A Business Activity Statement (BAS) is a tax reporting form lodged with the Australian Taxation Office (ATO) by businesses registered for GST. It consolidates several tax obligations into a single submission: most commonly GST collected on sales, GST paid on purchases, PAYG withholding amounts deducted from staff wages, and PAYG instalments toward the business's own income tax.
Lodgement frequency
Most small businesses lodge BAS quarterly. Businesses with annual GST turnover of $20 million or more must lodge monthly. Very small businesses (under $75,000 GST turnover) may elect to lodge annually, although they still pay GST instalments quarterly.
Due dates and penalties
BAS due dates fall 28 days after the end of the period. Registered tax and BAS agents receive an automatic extension — commonly to the 25th of the month following the period end, with further lodgement concessions under the ATO's PLS schedule. Late lodgement attracts failure-to-lodge penalties and general interest charges on unpaid amounts.
Key BAS labels
- G1 — Total sales (including GST)
- G3 — GST-free sales
- G4 — Input-taxed sales
- G10 — Capital purchases
- G11 — Non-capital purchases
- 1A — GST on sales (to pay)
- 1B — GST on purchases (input tax credits to claim)
- W1 — Total salary and wages
- W2 — PAYG withholding
- T1 — PAYG instalment income
Common mistakes
- Claiming input tax credits without a valid tax invoice (required for purchases over $82.50 including GST).
- Misclassifying GST-free or input-taxed sales as taxable, inflating the GST liability.
- Forgetting to include cash sales or income from online platforms.
- Reconciling bank deposits rather than accrual-based GST turnover when using the accruals basis.
Accelete generates a review-ready BAS draft from clients' bank feeds and AI-categorised transactions, so registered tax and BAS agents spend their time reviewing exceptions instead of typing line items.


* EXERCISE DETAILS
Only the lines of the data below from the one with "Task: Click on the span: Admin" through the one with "What do you see at coordinates (411, 31)" are wanted. Repeat them exactly.

* EXTRACTED INFORMATION
———

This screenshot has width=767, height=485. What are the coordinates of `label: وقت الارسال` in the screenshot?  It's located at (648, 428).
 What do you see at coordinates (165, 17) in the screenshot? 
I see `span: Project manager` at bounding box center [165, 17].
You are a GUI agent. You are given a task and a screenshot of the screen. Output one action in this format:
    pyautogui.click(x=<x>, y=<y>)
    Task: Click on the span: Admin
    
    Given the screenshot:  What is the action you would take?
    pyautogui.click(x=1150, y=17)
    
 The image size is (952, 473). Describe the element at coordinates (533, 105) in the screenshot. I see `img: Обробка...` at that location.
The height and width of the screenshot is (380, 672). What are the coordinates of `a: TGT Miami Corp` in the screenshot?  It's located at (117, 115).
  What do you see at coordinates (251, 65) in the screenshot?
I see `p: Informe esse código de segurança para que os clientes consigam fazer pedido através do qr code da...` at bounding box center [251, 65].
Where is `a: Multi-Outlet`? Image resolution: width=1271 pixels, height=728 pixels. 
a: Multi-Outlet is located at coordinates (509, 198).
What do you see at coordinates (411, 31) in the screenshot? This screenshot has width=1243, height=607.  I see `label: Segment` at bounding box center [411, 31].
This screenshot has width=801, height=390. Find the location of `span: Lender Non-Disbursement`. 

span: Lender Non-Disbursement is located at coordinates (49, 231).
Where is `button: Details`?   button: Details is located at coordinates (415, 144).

———

* ANSWER
    Task: Click on the span: Admin
    
    Given the screenshot:  What is the action you would take?
    pyautogui.click(x=1150, y=17)
    
 The image size is (952, 473). Describe the element at coordinates (533, 105) in the screenshot. I see `img: Обробка...` at that location.
The height and width of the screenshot is (380, 672). What are the coordinates of `a: TGT Miami Corp` in the screenshot?  It's located at (117, 115).
  What do you see at coordinates (251, 65) in the screenshot?
I see `p: Informe esse código de segurança para que os clientes consigam fazer pedido através do qr code da...` at bounding box center [251, 65].
Where is `a: Multi-Outlet`? Image resolution: width=1271 pixels, height=728 pixels. 
a: Multi-Outlet is located at coordinates (509, 198).
What do you see at coordinates (411, 31) in the screenshot? This screenshot has width=1243, height=607.  I see `label: Segment` at bounding box center [411, 31].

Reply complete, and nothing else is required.